Problem:
With pictures left out, only the lines from the one containing "Find the location of a particular element." through the end of the records should be reproduced exactly, please.

Data for review:
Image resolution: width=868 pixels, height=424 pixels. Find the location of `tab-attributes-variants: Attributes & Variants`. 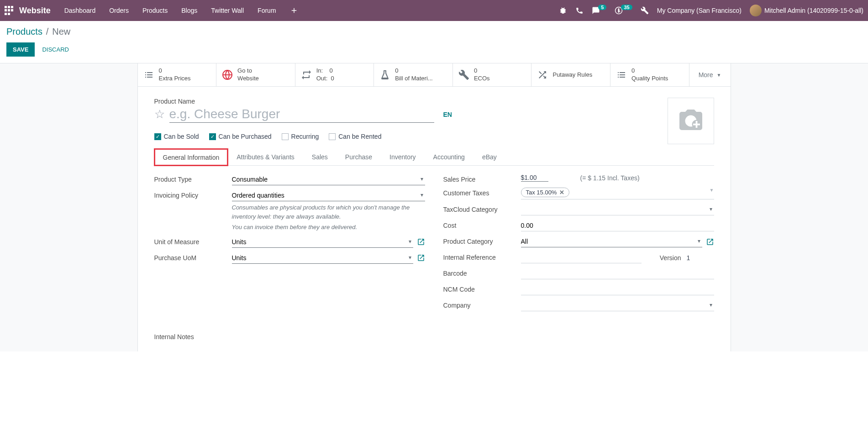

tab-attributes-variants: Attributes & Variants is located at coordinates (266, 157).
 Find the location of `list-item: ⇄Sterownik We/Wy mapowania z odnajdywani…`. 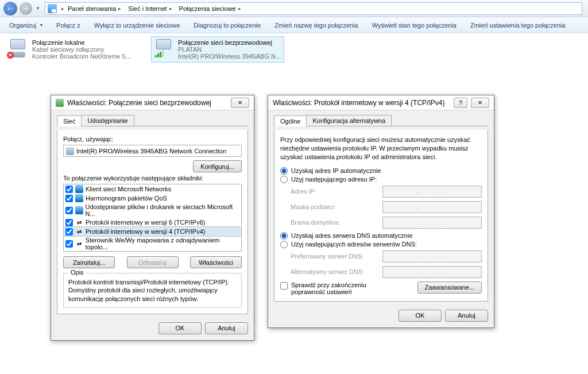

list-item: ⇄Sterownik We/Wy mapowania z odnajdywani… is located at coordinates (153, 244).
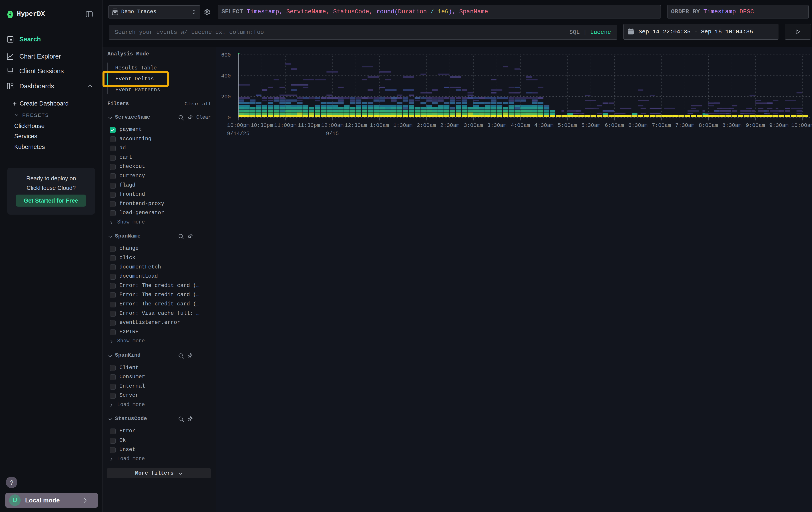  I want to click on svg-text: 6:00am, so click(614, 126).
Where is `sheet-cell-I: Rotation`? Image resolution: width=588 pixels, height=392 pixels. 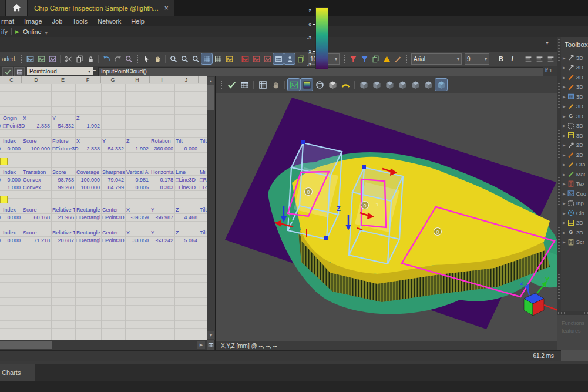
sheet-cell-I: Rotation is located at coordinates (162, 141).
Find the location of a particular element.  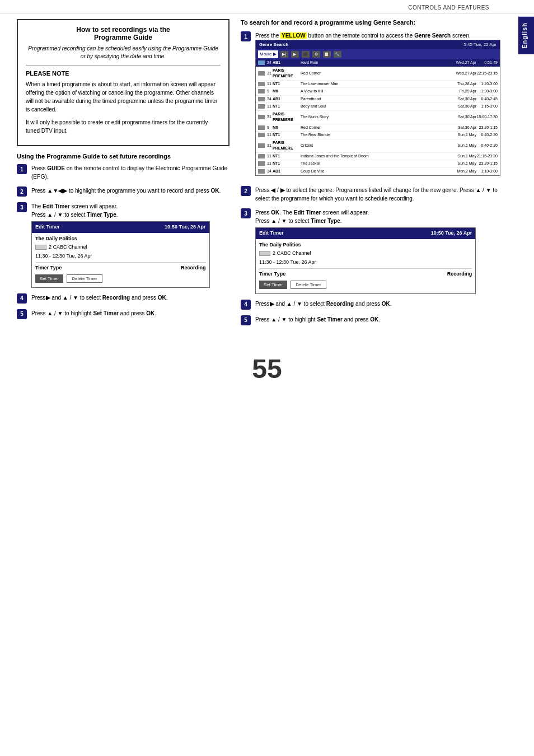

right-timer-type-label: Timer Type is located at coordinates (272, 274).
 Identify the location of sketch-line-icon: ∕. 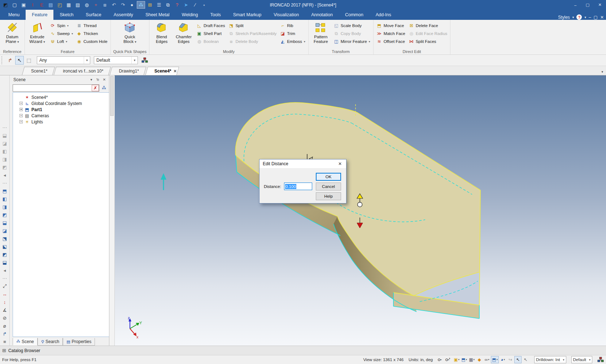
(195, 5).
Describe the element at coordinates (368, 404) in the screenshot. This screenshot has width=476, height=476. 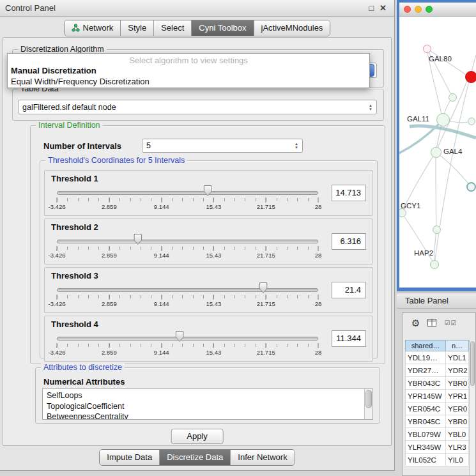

Final answer:
Find the location of a particular element.  

right-timer-type-label: Timer Type is located at coordinates (272, 274).
 Identify the location of sketch-line-icon: ∕. 
(195, 5).
Describe the element at coordinates (368, 404) in the screenshot. This screenshot has width=476, height=476. 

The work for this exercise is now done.